Unit 02 · Igneous Rocks & Volcanism
Igneous rock is the record of molten Earth cooling into stone. This unit covers the difference between magma below ground and lava at the surface, why intrusive (plutonic) rock grows coarse crystals while extrusive (volcanic) rock chills to a fine or glassy texture, how Bowen's reaction series orders minerals from ultramafic and mafic through intermediate to felsic, and how a volcano's shape and eruption style follow from the composition of its melt. Mastery means you can hold a rock, read its cooling history from the crystals, and place it in the story of the magma that made it.
| Criterion | Not yet | Approaching | Mastered |
|---|---|---|---|
| Magma, lava & cooling rate | Cannot say where a rock cooled from its appearance. | Names intrusive versus extrusive but not from the evidence in the rock. | Reads crystal size to tell slow, deep cooling from fast, surface cooling and names the setting. |
| Texture & crystal size | Describes a rock as “rough” or “smooth” with no vocabulary. | Labels coarse or glassy textures but cannot link them to cooling. | Uses texture — coarse-grained, fine-grained, glassy, or vesicular — to reconstruct the cooling rate. |
| Composition & Bowen's reaction series | Cannot order minerals or tell felsic from mafic. | Sorts felsic and mafic by color but ignores mineral content. | Uses Bowen's reaction series to rank a melt from ultramafic through mafic and intermediate to felsic. |
| Rock identification (granite, basalt, obsidian, pumice) | Confuses common igneous rocks with one another. | Names some rocks but not from texture and composition together. | Identifies granite, basalt, obsidian, and pumice from texture and composition and justifies each call. |
| Volcano type & eruption style (lab) | Treats every volcano as the same cone. | Names shield, composite, and cinder-cone forms but not why they differ. | Reads eruption style — gentle or explosive — from a rock's composition and matches it to shield, composite, or cinder-cone form. |
| Integration (cross-domain) | Treats the science as isolated facts; makes no cross-domain connection. | Names a link to history, reading, or writing but cannot defend why it matters. | Connects the unit to its anchor across History · Reading · Writing (plus chosen electives) and defends why the connection matters. |
“This is basalt — it’s dark, fine-grained, and full of tiny gas holes, so it cooled fast at the surface from a mafic, iron-rich lava. That low-silica melt is runny, which is why it built a broad shield volcano instead of an explosive cone.”
“It’s some kind of black rock. Volcanoes just explode. I think the big crystals mean it’s older.”
You demonstrate this unit at the specimen bench — classifying real igneous rocks with a hand lens, sorting them by texture and composition, and explaining each rock's cooling history and volcanic origin aloud — not a multiple-choice test. A criterion counts as mastered only when you can both identify the rock and defend the cooling story the crystals record. Mastery is demonstrated, not awarded.
A 5-page clipboard packet — unit overview, key terms, the mastery rubric, anchor examples, and a score sheet you can print and grade against.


▸ **Work required**: Only lines that contain the word "name" are to be returned from the data below.

▸ **Raw data**:
====
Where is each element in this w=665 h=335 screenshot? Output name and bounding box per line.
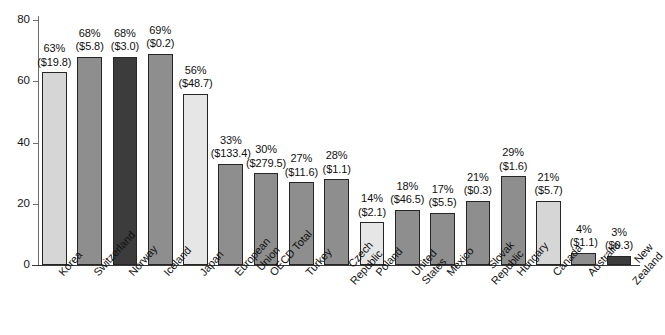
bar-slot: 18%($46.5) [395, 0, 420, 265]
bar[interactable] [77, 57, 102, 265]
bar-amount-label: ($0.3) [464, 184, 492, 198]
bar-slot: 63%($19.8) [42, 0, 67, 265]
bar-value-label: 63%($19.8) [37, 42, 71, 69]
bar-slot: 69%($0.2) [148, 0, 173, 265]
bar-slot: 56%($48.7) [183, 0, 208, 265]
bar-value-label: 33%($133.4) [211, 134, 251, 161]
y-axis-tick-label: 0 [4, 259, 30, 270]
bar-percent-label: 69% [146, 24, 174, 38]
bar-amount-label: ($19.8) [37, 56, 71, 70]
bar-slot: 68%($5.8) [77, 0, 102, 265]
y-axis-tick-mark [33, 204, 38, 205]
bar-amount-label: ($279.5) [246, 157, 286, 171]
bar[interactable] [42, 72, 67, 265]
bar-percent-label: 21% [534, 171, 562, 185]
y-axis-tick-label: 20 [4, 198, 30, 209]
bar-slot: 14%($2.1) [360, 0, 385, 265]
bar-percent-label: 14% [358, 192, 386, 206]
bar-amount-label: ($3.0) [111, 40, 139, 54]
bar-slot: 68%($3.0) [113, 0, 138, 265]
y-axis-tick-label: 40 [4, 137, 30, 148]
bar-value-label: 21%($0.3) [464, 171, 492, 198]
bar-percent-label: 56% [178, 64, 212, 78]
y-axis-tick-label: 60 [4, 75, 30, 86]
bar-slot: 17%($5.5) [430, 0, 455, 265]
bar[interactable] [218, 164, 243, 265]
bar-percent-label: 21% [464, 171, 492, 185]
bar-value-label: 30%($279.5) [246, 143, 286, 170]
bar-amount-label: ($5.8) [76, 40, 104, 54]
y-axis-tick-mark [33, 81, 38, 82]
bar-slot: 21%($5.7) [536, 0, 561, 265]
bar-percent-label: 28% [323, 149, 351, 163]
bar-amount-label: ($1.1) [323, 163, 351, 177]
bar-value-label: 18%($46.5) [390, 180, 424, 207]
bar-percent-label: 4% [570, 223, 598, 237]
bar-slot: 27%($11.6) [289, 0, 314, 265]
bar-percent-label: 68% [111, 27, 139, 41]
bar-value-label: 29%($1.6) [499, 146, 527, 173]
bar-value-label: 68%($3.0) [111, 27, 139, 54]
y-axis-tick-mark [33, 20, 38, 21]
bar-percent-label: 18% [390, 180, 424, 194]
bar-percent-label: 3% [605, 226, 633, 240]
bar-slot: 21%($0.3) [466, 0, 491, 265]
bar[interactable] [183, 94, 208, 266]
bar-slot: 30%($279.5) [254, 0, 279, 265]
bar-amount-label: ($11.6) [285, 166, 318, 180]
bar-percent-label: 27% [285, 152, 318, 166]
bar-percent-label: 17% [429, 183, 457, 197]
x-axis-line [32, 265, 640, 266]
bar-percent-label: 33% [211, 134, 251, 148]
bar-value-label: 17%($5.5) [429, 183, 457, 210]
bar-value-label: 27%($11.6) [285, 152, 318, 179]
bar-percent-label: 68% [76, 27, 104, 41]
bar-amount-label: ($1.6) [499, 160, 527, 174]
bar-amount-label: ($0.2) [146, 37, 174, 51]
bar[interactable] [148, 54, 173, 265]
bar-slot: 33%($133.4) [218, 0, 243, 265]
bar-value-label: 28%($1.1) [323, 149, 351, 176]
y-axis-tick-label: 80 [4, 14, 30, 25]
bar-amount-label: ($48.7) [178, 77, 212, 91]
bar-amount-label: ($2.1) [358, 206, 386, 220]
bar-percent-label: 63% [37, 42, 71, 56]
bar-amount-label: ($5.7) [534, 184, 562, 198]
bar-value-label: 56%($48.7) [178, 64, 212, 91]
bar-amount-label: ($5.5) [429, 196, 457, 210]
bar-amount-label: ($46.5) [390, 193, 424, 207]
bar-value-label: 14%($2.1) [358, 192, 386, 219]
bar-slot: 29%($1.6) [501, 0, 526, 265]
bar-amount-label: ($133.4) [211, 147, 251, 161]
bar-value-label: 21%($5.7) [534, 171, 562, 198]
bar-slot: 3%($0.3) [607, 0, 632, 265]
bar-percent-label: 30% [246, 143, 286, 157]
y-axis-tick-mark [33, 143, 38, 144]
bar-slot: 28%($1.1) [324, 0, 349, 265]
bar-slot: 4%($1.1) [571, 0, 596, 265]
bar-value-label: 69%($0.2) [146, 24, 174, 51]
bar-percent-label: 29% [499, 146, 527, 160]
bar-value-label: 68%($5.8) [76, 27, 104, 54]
====
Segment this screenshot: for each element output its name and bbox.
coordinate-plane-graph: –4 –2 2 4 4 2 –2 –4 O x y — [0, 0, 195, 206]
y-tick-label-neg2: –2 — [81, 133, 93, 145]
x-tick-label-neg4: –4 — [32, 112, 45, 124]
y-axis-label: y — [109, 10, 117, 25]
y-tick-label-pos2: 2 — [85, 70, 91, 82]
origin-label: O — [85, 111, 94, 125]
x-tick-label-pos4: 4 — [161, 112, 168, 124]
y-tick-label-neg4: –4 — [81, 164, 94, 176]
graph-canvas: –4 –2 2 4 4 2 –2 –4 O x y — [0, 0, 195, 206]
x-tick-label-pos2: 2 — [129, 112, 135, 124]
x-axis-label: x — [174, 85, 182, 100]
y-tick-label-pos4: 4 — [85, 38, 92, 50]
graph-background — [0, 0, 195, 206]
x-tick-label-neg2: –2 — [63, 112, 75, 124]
====
▸ **Written answer**:
Where is each element in this w=665 h=335 screenshot? Output name and bounding box per line.
Segment this screenshot: for each element output its name and bbox.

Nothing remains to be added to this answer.